Dave Rennie: The appointment that redraws the All Blacks’ path and tests old alliances

In the final days of a tight recruitment process, dave rennie emerged at the centre of New Zealand Rugby’s decision to name a successor for Scott Robertson. The choice closes a seven-week search and shifts attention immediately to staff selection, club exits and the run toward the 2027 Rugby World Cup.
What is the immediate significance of the appointment?
New Zealand Rugby named Dave Rennie as All Blacks head coach on a contract that runs until the 2027 Rugby World Cup. David Kirk, Chair of New Zealand Rugby, welcomed the appointment, calling Rennie “a world-class coach who has consistently shown he can build strong performance environments and win. ” Dave Rennie described the role as “an incredible honour, ” adding, “I’m extremely proud to have been entrusted with this role and understand the expectations that come with it. “
How did the selection process unfold and who was involved?
New Zealand Rugby conducted a comprehensive search that required international head coaching experience and narrowed candidates to two frontrunners: Dave Rennie and Jamie Joseph. Interim chief executive Steve Lancaster and former All Black Dane Coles conducted visits to both candidates to observe them in their day-to-day settings, and final in-person interviews were held this week as the panel prepared to present a preferred candidate to the New Zealand Rugby board. A decision and announcement could be made as early as Thursday of this week, with the interviews scheduled over the next couple of days.
What human and institutional questions does the appointment raise?
The choice exposes immediate tensions over coaching continuity. When Scott Robertson departed, David Kirk confirmed that Jason Ryan, Tamati Ellison and Scott Hansen remained on the union’s payroll and that the incoming head coach would have the opportunity to hire his own assistants. Jamie Joseph is more open to retaining members of Robertson’s coaching team, while Rennie is less inclined to work with the same trio. That difference matters because reports during Robertson’s tenure linked Scott Hansen to rifts in the coaching group that influenced the departures of Leon MacDonald and Jason Holland.

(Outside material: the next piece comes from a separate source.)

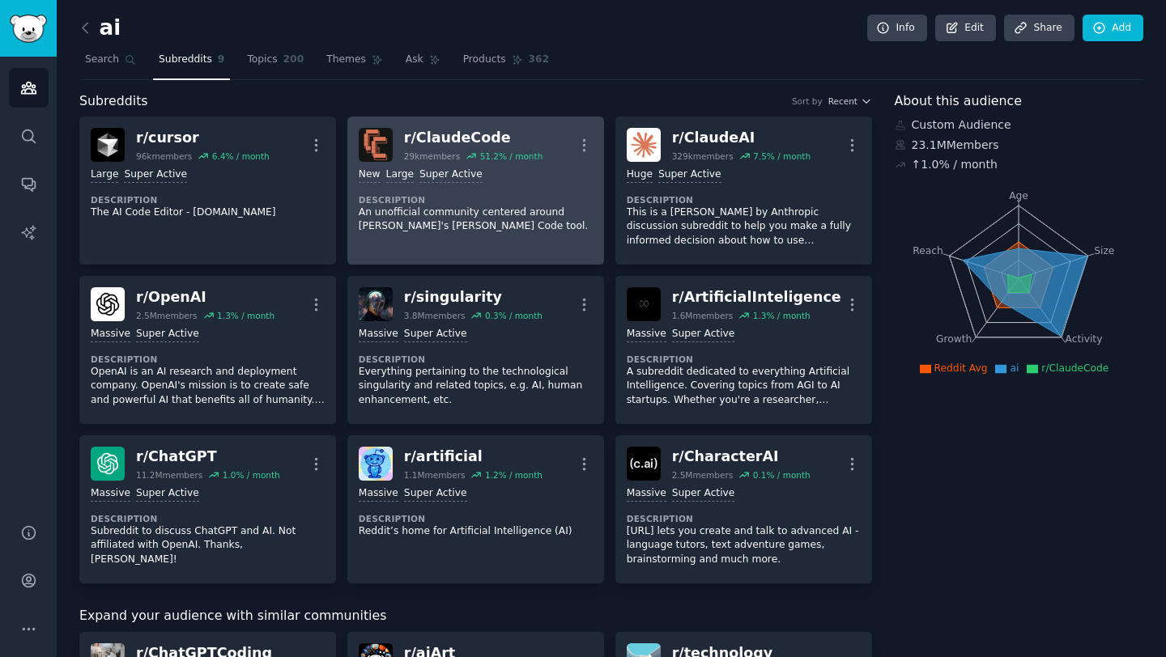  I want to click on span: Search, so click(102, 60).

Jason Ryan is described in the recruitment record as a highly rated coach who played a pivotal role under Robertson and later helped turn the All Blacks forward pack into a serious weapon under Ian Foster during the 2023 Rugby World Cup. Tamati Ellison joined the All Blacks coaching team in late 2024.
Club obligations complicate the transition. The Highlanders want Jamie Joseph to finish the Super Rugby Pacific season, but New Zealand Rugby will insist that Joseph step down if appointed. The same requirement applies to Rennie at the Kobelco Kobe Steelers; Rennie is in the final year of his contract with the Japanese club. The Kobe club retains experienced support staff—Wayne Smith in an advisory role and Dan McFarland overseeing the forwards—who could provide continuity if Rennie departs.
The human stakes are immediate for players and coaches who will await the new head coach’s decisions on assistants and structure. The incoming leader must balance institutional continuity with a mandate to reshape performance after Scott Robertson’s exit.
New leadership faces a packed schedule: the first games named for the new coach include fixtures against France, Italy and Ireland in a mid-year Nations Championship series, with the team looking ahead to the 2027 Rugby World Cup as the contract horizon.
As New Zealand Rugby prepares to finalise the coaching and management team in the coming weeks, the selection highlights how a single appointment ripples through clubs, assistants and wider performance plans. The panel’s visits and the interviews were designed to test how each candidate operates day to day; now the organisation moves from observation to decision.
Back where the process began—after visits by Steve Lancaster, interim chief executive of New Zealand Rugby, and Dane Coles, former All Black—those close encounters with candidates have yielded a named coach and immediate questions about staff, timing and succession. For players and supporters watching the All Blacks reset, dave rennie’s first choices on assistants and the timing of his exit from club duty will signal how quickly the new direction takes hold.